Mad Myths in History that Just Won’t Go Away

Mad Myths in History that Just Won’t Go Away

Khalid Elhassan - March 24, 2022

Mad Myths in History that Just Won’t Go Away
French Resistance fighters in Wimelle, September, 1944. YouTube

13. Untrue and Highly Romanticized Narratives Have Surrounded the Resistance Both During and After WWII

For the most part, Western European civilian populations exhibited little willingness to risk the horrific reprisals and atrocities the Nazis were prepared to inflict upon restive subjects. An exception was the communists – who made a drastic turn from acquiescence to German occupation during the period of Russo-German friendship to fierce resistance after Hitler attacked the USSR. The inaction was not due to lack of courage, but lack of incentive. Because they were not treated as atrociously as were, e.g.; Soviet or Yugoslav civilians, Western Europeans’ backs were not as much against the wall to where they felt they had nothing to lose.

Accordingly, Western Europeans did not flock to the resistance in the kinds of numbers that transformed it into a mass popular movement as happened in the Balkans and the USSR. Western European resistance was not as widespread or intense as is often depicted in film or fiction. Contra the untrue narrative of massive resistance, far more people accepted German occupation and made the best of a bad situation than resisted and risked German vengeance. E.g.; many more Frenchmen collaborated with the German occupiers than joined the Resistance. French Resistance numbers only boomed following the successful D-Day landings, after which late arrivals swelled the resistance ranks.

Also Read: Fabricated Stories About World War II Still Known by Many.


### DESCRIPTION OF THE TASK
Reproduce the entries below exactly, but leave the pictures out.

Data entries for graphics
....................
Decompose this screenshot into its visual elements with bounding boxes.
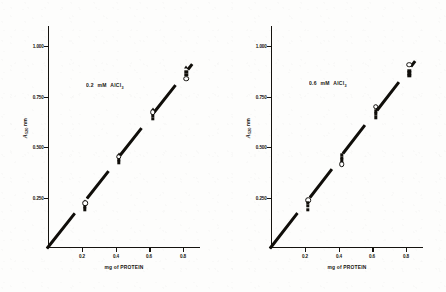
x-axis-line <box>271 247 423 248</box>
regression-line-segment <box>85 170 109 200</box>
regression-line-segment <box>119 127 143 157</box>
x-axis-tick <box>305 247 306 252</box>
annotation-compound: AlCl <box>333 80 344 86</box>
data-point-open-circle <box>184 76 190 82</box>
x-axis-tick <box>372 247 373 252</box>
figure-canvas: A520 nm mg of PROTEIN 0.2mMAlCl3 0.2500.… <box>0 0 446 292</box>
data-point-filled-triangle <box>184 66 188 69</box>
x-axis-tick <box>149 247 150 252</box>
data-point-open-circle <box>407 62 413 68</box>
y-axis-line <box>271 26 272 248</box>
x-axis-tick-label: 0.8 <box>403 253 409 259</box>
y-axis-tick-label: 0.500 <box>33 144 44 150</box>
data-point-filled-square <box>185 73 188 76</box>
regression-line-segment <box>376 81 400 111</box>
y-axis-symbol: A <box>21 134 29 138</box>
data-point-filled-square <box>340 159 343 162</box>
regression-line-segment <box>342 125 366 155</box>
data-point-filled-square <box>374 116 377 119</box>
y-axis-tick-label: 1.000 <box>256 43 267 49</box>
x-axis-tick <box>183 247 184 252</box>
regression-line-segment <box>308 168 332 198</box>
x-axis-tick-label: 0.6 <box>146 253 152 259</box>
x-axis-tick <box>116 247 117 252</box>
x-axis-tick-label: 0.2 <box>302 253 308 259</box>
y-axis-subscript: 520 <box>24 127 29 133</box>
annotation-concentration: 0.6 <box>309 80 317 86</box>
x-axis-tick-label: 0.8 <box>180 253 186 259</box>
panel-annotation-left: 0.2mMAlCl3 <box>86 82 124 90</box>
data-point-filled-square <box>306 208 309 211</box>
x-axis-tick-label: 0.2 <box>79 253 85 259</box>
data-point-filled-square <box>408 74 411 77</box>
x-axis-tick-label: 0.4 <box>336 253 342 259</box>
panel-annotation-right: 0.6mMAlCl3 <box>309 80 347 88</box>
x-axis-tick <box>406 247 407 252</box>
y-axis-tick-label: 0.250 <box>33 195 44 201</box>
x-axis-title: mg of PROTEIN <box>328 264 367 270</box>
x-axis-line <box>48 247 200 248</box>
x-axis-title: mg of PROTEIN <box>105 264 144 270</box>
y-axis-line <box>48 26 49 248</box>
y-axis-tick <box>44 46 49 47</box>
y-axis-tick-label: 0.750 <box>33 94 44 100</box>
regression-line-segment <box>153 84 177 114</box>
y-axis-tick-label: 0.250 <box>256 195 267 201</box>
y-axis-title: A520 nm <box>244 118 252 138</box>
data-point-open-circle <box>339 162 345 168</box>
y-axis-unit: nm <box>22 118 28 126</box>
y-axis-subscript: 520 <box>247 127 252 133</box>
annotation-unit: mM <box>320 80 329 86</box>
y-axis-tick-label: 1.000 <box>33 43 44 49</box>
x-axis-tick <box>339 247 340 252</box>
y-axis-tick-label: 0.500 <box>256 144 267 150</box>
annotation-unit: mM <box>97 82 106 88</box>
y-axis-tick <box>267 147 272 148</box>
plot-area-right: A520 nm mg of PROTEIN 0.6mMAlCl3 0.2500.… <box>271 26 423 248</box>
y-axis-tick <box>44 97 49 98</box>
y-axis-tick <box>267 46 272 47</box>
x-axis-tick <box>82 247 83 252</box>
y-axis-title: A520 nm <box>21 118 29 138</box>
chart-panel-right: A520 nm mg of PROTEIN 0.6mMAlCl3 0.2500.… <box>223 0 446 292</box>
data-point-filled-square <box>151 117 154 120</box>
y-axis-tick <box>267 198 272 199</box>
annotation-concentration: 0.2 <box>86 82 94 88</box>
x-axis-tick-label: 0.6 <box>369 253 375 259</box>
annotation-compound-subscript: 3 <box>344 83 346 88</box>
y-axis-tick-label: 0.750 <box>256 94 267 100</box>
annotation-compound-subscript: 3 <box>121 85 123 90</box>
y-axis-tick <box>44 147 49 148</box>
y-axis-symbol: A <box>244 134 252 138</box>
y-axis-tick <box>44 198 49 199</box>
y-axis-unit: nm <box>245 118 251 126</box>
data-point-filled-square <box>117 161 120 164</box>
y-axis-tick <box>267 97 272 98</box>
x-axis-tick-label: 0.4 <box>113 253 119 259</box>
annotation-compound: AlCl <box>110 82 121 88</box>
chart-panel-left: A520 nm mg of PROTEIN 0.2mMAlCl3 0.2500.… <box>0 0 223 292</box>
data-point-filled-square <box>83 208 86 211</box>
plot-area-left: A520 nm mg of PROTEIN 0.2mMAlCl3 0.2500.… <box>48 26 200 248</box>
regression-line-segment <box>46 212 76 249</box>
regression-line-segment <box>269 212 299 250</box>
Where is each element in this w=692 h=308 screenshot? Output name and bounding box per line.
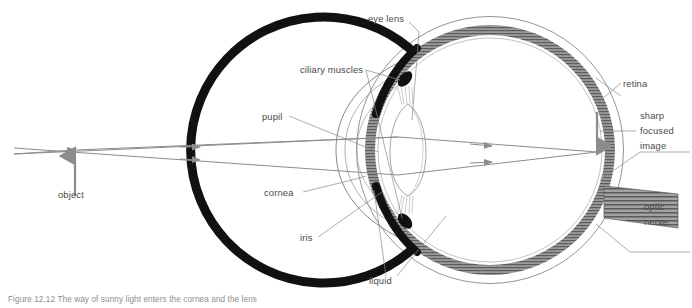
....................
### SOLUTION TO THE PROBLEM
Decompose this screenshot into its visual elements with bounding boxes.
x-axis-line <box>271 247 423 248</box>
regression-line-segment <box>85 170 109 200</box>
regression-line-segment <box>119 127 143 157</box>
x-axis-tick <box>305 247 306 252</box>
annotation-compound: AlCl <box>333 80 344 86</box>
data-point-open-circle <box>184 76 190 82</box>
x-axis-tick <box>372 247 373 252</box>
figure-canvas: A520 nm mg of PROTEIN 0.2mMAlCl3 0.2500.… <box>0 0 446 292</box>
data-point-filled-triangle <box>184 66 188 69</box>
x-axis-tick <box>149 247 150 252</box>
data-point-open-circle <box>407 62 413 68</box>
y-axis-line <box>271 26 272 248</box>
x-axis-tick-label: 0.8 <box>403 253 409 259</box>
y-axis-tick-label: 0.500 <box>33 144 44 150</box>
data-point-filled-square <box>185 73 188 76</box>
regression-line-segment <box>376 81 400 111</box>
y-axis-symbol: A <box>21 134 29 138</box>
data-point-filled-square <box>340 159 343 162</box>
regression-line-segment <box>342 125 366 155</box>
data-point-filled-square <box>374 116 377 119</box>
y-axis-tick-label: 1.000 <box>256 43 267 49</box>
x-axis-tick <box>183 247 184 252</box>
regression-line-segment <box>308 168 332 198</box>
x-axis-tick-label: 0.6 <box>146 253 152 259</box>
x-axis-tick <box>116 247 117 252</box>
x-axis-tick-label: 0.2 <box>302 253 308 259</box>
y-axis-subscript: 520 <box>24 127 29 133</box>
annotation-concentration: 0.6 <box>309 80 317 86</box>
x-axis-tick-label: 0.8 <box>180 253 186 259</box>
panel-annotation-left: 0.2mMAlCl3 <box>86 82 124 90</box>
data-point-filled-square <box>306 208 309 211</box>
x-axis-tick-label: 0.2 <box>79 253 85 259</box>
data-point-filled-square <box>408 74 411 77</box>
x-axis-tick-label: 0.4 <box>336 253 342 259</box>
panel-annotation-right: 0.6mMAlCl3 <box>309 80 347 88</box>
x-axis-tick <box>406 247 407 252</box>
y-axis-tick-label: 0.250 <box>33 195 44 201</box>
x-axis-title: mg of PROTEIN <box>328 264 367 270</box>
x-axis-line <box>48 247 200 248</box>
x-axis-title: mg of PROTEIN <box>105 264 144 270</box>
y-axis-line <box>48 26 49 248</box>
y-axis-tick <box>44 46 49 47</box>
y-axis-tick-label: 0.750 <box>33 94 44 100</box>
regression-line-segment <box>153 84 177 114</box>
y-axis-tick-label: 0.250 <box>256 195 267 201</box>
y-axis-title: A520 nm <box>244 118 252 138</box>
data-point-open-circle <box>339 162 345 168</box>
y-axis-unit: nm <box>22 118 28 126</box>
y-axis-subscript: 520 <box>247 127 252 133</box>
annotation-unit: mM <box>320 80 329 86</box>
y-axis-tick-label: 1.000 <box>33 43 44 49</box>
x-axis-tick <box>339 247 340 252</box>
y-axis-tick-label: 0.500 <box>256 144 267 150</box>
annotation-unit: mM <box>97 82 106 88</box>
y-axis-tick <box>267 147 272 148</box>
plot-area-right: A520 nm mg of PROTEIN 0.6mMAlCl3 0.2500.… <box>271 26 423 248</box>
y-axis-tick <box>44 97 49 98</box>
y-axis-tick <box>267 46 272 47</box>
x-axis-tick <box>82 247 83 252</box>
y-axis-title: A520 nm <box>21 118 29 138</box>
chart-panel-right: A520 nm mg of PROTEIN 0.6mMAlCl3 0.2500.… <box>223 0 446 292</box>
data-point-filled-square <box>151 117 154 120</box>
y-axis-tick <box>267 198 272 199</box>
annotation-concentration: 0.2 <box>86 82 94 88</box>
x-axis-tick-label: 0.6 <box>369 253 375 259</box>
annotation-compound-subscript: 3 <box>344 83 346 88</box>
y-axis-tick-label: 0.750 <box>256 94 267 100</box>
annotation-compound-subscript: 3 <box>121 85 123 90</box>
y-axis-tick <box>44 147 49 148</box>
y-axis-symbol: A <box>244 134 252 138</box>
y-axis-tick <box>44 198 49 199</box>
y-axis-unit: nm <box>245 118 251 126</box>
data-point-filled-square <box>117 161 120 164</box>
y-axis-tick <box>267 97 272 98</box>
x-axis-tick-label: 0.4 <box>113 253 119 259</box>
annotation-compound: AlCl <box>110 82 121 88</box>
chart-panel-left: A520 nm mg of PROTEIN 0.2mMAlCl3 0.2500.… <box>0 0 223 292</box>
data-point-filled-square <box>83 208 86 211</box>
plot-area-left: A520 nm mg of PROTEIN 0.2mMAlCl3 0.2500.… <box>48 26 200 248</box>
regression-line-segment <box>46 212 76 249</box>
regression-line-segment <box>269 212 299 250</box>
Where is each element in this w=692 h=308 screenshot? Output name and bounding box per line.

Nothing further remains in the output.